Klaus Tennstedt: Possessed by Music
by Georg Wübbolt
Translated by Jennifer Stephens
Published 2023
Paperback, 286 pages
Self-published
Michael Steinberg’s 20 December 1974 review in the Boston Globe quoted Handel’s remarks on composing his Messiah, “I thought I saw the Heavens open and the great Lord Himself”. The critic meant it in reference to Bruckner’s Symphony No. 8, but he surely must have also had those words ringing in his ear the night before at Symphony Hall when he saw the audience rise to a “yelling, foot-stomping ovation” for the then unknown podium auteur who had just conducted the work.
It is a curious irony, as one reads in Georg Wübbolt’s biography of Klaus Tennstedt, that East Germany, whose political system had sought to first subjugate, then destroy the conductor had—despite itself—also largely preserved the cultural syntax that gave his profession a greater meaning beyond itself. The land that in its Hanns Eisler-penned national anthem proclaimed had “risen from the ruins/and turned towards the future” alone could, aside from Tennstedt, also count on conductors of the caliber of Otmar Suitner, Kurt Sanderling, and Herbert Kegel, while in Western Europe and North America a dearth of younger, talented conductors was perceptible already by the 1960s. Tennstedt knew his worth. Emigrating to a West where conductors with a distinct vision were sorely needed, his talent was celebrated. Within a short time he found the adoration and control that had eluded him back home, with England ultimately being the nation most amenable to his caprices.
Wübbolt portrays to his reader a Tennstedt who is autocratic, vain, slovenly, mercurial, hyper-sensitive, and corroded by self-doubt; reconciling within himself – often unhappily – the contradictions of his time and place. John Willan, former managing director of the London Philharmonic, recalled how the image of the conductor, whose talent he had initially rated as “average”, contrasted dichotomously with the man himself:
He wanted to be praised all the time, like a little boy. He expected the orchestra to love him, the audience to love him, everybody to love him. Quite quaint and not very intelligent. I certainly think he was an insecure man. The impression most people got of him was that he was a brilliant conductor. He was a peasant. He came from nowhere, was not educated, and dressed badly, although terribly expensively.
Hardly unexpected then that such an artist could inspire equal parts reverence and revulsion from his players. West German orchestras at first welcomed him, then quickly turned hostile; his podium manner, supercilious treatment of musicians, unrestrainedly personal musical interpretations, and East German accent all drew Wessi contempt. A Hamburg trombonist noted disdainfully how Tennstedt, having immediately returned from the United States, arrived to rehearse the local orchestra reeking of cigarettes and beer. Sometimes even Tennstedt appeared to struggle to accept himself. It was as if he could not believe that he belonged on the podium, a percussionist noted. One moment the conductor would threaten to jump from a window onto the street below, then insouciantly wave the impulse away the next. “Right, I need a cigarette”, he smiled to his bewildered onlookers.
Possessing a lifeforce that could barely be contained by any single being, Tennstedt merits a thorough biographical examination of his life of the kind that Harvey Sachs accomplished for Toscanini or Peter Heyworth for Klemperer. Wübbolt’s book is more a collection of interviews held together by a tissue of biographical narrative regularly disrupted by gushing interjections. The work of an unabashed enthusiast, it evinces both the benefits and drawbacks that can typify homespun labors of love, the latter apparent in digressions, typos, clichés, and unidiomatic prose that could have been improved by more careful editorial oversight. Yet where else can a Tennstedt admirer find all this information on the conductor, much less in one place?
Wübbolt’s book, like its subject, is a paradox. On the same page as the aforementioned Steinberg review— published at the height of “Me decade” vulgarity — there was, off to the side, an advertisement for a contemporary West German softcore pornographic film, Swingin’ Swappers. It was an antipodean juxtaposition worthy of Tennstedt, who thought nothing of patronizing street hookers (when his wife’s allowance would permit it) and surrendering himself utterly to a Mahler symphony in the same night.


WHAT YOU ARE ASKED TO DO:
If a line in the entries includes "will", show that line.

RAW DATA:

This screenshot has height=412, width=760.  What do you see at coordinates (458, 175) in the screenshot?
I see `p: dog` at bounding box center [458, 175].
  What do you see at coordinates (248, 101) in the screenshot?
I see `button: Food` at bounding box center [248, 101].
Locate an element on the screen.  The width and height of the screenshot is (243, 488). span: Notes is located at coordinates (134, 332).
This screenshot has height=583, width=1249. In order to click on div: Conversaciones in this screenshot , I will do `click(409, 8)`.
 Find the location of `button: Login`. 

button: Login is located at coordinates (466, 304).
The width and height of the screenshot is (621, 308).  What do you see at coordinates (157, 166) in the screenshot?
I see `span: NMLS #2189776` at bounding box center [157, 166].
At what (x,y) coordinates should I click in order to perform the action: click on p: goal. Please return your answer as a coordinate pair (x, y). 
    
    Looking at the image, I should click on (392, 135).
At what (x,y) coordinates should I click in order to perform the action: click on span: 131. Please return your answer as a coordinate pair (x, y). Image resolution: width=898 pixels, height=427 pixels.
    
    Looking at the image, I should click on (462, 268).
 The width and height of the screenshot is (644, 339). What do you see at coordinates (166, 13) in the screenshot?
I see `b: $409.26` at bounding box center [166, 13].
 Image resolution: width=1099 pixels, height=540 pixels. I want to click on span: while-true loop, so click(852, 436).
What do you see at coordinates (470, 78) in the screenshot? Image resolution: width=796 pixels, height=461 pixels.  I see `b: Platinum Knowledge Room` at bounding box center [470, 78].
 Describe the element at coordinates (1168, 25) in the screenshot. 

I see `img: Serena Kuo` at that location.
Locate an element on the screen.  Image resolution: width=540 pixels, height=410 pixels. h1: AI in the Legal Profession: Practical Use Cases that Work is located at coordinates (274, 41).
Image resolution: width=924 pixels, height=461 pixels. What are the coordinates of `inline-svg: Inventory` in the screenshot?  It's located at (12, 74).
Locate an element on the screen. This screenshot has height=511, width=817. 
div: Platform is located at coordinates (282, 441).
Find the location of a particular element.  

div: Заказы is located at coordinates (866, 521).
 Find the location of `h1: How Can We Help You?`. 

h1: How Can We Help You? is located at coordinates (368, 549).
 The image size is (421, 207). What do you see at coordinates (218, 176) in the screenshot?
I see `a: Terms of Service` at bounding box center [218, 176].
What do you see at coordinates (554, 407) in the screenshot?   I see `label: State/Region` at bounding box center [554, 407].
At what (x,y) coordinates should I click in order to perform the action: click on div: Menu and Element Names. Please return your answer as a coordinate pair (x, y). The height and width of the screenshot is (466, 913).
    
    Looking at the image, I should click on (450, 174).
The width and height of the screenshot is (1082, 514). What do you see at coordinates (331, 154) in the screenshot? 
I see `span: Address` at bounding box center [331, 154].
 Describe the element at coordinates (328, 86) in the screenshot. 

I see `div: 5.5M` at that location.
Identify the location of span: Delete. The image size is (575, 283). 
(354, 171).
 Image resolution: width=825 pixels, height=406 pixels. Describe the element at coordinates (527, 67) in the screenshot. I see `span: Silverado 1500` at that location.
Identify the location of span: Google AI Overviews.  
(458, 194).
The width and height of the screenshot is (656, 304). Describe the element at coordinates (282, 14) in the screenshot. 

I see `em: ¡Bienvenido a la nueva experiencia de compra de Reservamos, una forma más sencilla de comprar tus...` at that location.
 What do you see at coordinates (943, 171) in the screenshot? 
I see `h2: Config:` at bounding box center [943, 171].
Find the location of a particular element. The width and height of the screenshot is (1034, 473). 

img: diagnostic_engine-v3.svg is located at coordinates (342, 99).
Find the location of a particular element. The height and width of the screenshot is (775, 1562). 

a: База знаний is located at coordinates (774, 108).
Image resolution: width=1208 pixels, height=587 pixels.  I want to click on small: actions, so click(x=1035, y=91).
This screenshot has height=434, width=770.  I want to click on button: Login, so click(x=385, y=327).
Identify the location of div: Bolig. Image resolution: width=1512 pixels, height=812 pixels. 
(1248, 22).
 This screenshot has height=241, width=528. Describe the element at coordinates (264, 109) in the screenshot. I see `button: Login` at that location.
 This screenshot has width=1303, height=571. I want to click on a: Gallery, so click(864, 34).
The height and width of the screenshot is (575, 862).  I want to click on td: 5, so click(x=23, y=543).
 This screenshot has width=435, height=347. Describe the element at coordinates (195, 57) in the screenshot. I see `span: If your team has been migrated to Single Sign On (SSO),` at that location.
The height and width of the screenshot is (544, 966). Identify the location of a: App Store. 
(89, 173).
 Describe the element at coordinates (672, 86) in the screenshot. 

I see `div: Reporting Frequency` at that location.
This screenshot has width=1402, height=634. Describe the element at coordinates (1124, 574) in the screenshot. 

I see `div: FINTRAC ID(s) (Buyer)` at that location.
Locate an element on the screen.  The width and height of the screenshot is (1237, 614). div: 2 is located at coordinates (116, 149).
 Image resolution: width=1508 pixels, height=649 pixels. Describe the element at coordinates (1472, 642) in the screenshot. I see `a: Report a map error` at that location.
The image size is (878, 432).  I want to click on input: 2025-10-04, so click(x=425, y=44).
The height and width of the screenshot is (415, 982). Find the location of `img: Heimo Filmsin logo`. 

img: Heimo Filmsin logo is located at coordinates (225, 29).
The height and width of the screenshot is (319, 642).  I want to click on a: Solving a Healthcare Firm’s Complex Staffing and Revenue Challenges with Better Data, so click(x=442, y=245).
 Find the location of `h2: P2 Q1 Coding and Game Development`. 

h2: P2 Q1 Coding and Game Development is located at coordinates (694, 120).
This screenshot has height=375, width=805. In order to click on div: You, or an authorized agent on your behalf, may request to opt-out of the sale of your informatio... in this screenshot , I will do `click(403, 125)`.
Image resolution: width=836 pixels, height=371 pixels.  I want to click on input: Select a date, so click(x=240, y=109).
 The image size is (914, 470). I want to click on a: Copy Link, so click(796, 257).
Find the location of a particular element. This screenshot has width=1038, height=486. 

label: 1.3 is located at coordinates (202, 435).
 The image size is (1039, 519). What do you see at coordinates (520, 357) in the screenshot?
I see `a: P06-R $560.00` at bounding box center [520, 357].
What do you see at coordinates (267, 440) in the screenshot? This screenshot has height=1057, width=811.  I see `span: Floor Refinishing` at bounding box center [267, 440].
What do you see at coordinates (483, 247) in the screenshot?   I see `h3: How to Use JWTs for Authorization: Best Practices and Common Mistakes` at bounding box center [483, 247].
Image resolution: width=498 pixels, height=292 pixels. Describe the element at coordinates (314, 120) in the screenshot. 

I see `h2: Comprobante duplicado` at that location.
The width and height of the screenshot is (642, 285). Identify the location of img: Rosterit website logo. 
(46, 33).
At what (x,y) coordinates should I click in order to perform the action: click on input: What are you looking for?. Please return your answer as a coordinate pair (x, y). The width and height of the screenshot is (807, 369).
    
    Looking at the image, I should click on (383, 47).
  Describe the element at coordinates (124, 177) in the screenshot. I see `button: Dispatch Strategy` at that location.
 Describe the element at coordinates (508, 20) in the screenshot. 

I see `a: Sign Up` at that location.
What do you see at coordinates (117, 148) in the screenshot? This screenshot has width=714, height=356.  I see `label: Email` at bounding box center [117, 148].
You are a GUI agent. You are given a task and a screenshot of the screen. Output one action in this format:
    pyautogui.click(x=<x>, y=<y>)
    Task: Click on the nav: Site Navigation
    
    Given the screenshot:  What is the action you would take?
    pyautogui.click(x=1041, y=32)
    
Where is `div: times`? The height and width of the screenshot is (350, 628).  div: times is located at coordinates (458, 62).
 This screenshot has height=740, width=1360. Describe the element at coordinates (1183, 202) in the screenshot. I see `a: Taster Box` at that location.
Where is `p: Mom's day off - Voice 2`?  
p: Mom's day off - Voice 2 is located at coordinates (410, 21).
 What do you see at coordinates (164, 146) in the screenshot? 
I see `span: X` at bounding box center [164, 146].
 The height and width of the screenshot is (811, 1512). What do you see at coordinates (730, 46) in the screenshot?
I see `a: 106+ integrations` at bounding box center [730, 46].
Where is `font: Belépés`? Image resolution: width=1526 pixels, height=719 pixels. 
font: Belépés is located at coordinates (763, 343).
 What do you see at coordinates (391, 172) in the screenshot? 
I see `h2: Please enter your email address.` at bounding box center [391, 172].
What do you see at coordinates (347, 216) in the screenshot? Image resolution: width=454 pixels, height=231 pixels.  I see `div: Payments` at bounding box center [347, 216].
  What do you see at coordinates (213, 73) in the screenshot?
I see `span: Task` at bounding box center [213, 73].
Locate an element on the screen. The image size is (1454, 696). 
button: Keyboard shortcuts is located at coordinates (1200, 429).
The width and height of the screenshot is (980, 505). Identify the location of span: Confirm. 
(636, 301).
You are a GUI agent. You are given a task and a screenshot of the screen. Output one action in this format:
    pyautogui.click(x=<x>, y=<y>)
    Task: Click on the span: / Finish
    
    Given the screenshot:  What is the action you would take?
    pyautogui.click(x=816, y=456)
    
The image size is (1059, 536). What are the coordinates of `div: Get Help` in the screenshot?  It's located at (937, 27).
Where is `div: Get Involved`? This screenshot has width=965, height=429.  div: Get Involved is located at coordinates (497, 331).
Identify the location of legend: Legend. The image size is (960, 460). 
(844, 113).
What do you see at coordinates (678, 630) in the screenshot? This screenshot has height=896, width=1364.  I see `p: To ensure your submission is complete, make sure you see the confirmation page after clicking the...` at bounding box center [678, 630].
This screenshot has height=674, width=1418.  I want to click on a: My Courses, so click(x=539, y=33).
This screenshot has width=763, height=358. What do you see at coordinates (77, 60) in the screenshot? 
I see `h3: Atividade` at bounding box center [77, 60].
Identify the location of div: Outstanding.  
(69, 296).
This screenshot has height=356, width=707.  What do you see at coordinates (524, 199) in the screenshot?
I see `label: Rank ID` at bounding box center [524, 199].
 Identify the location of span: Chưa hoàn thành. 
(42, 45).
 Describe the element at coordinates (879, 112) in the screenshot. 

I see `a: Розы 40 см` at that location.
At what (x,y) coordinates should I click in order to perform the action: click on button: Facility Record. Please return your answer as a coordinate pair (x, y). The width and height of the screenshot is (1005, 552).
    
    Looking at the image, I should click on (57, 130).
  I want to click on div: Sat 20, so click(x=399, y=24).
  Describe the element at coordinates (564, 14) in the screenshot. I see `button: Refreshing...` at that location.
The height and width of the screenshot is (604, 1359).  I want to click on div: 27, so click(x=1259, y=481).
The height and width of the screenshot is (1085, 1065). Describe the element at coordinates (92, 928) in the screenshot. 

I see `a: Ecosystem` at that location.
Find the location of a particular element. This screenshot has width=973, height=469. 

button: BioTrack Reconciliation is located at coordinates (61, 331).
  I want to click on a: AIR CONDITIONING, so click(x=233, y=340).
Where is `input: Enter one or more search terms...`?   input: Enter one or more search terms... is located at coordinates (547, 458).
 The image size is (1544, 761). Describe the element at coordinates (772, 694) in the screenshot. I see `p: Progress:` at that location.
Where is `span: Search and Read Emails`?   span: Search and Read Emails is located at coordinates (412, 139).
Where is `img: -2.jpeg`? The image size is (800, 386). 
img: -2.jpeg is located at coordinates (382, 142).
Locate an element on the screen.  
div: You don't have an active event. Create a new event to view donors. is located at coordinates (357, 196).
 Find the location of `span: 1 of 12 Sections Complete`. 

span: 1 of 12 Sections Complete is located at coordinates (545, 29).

RESPONSE BELOW:
This screenshot has height=583, width=1249. In order to click on div: Conversaciones in this screenshot , I will do `click(409, 8)`.
This screenshot has height=375, width=805. In order to click on div: You, or an authorized agent on your behalf, may request to opt-out of the sale of your informatio... in this screenshot , I will do `click(403, 125)`.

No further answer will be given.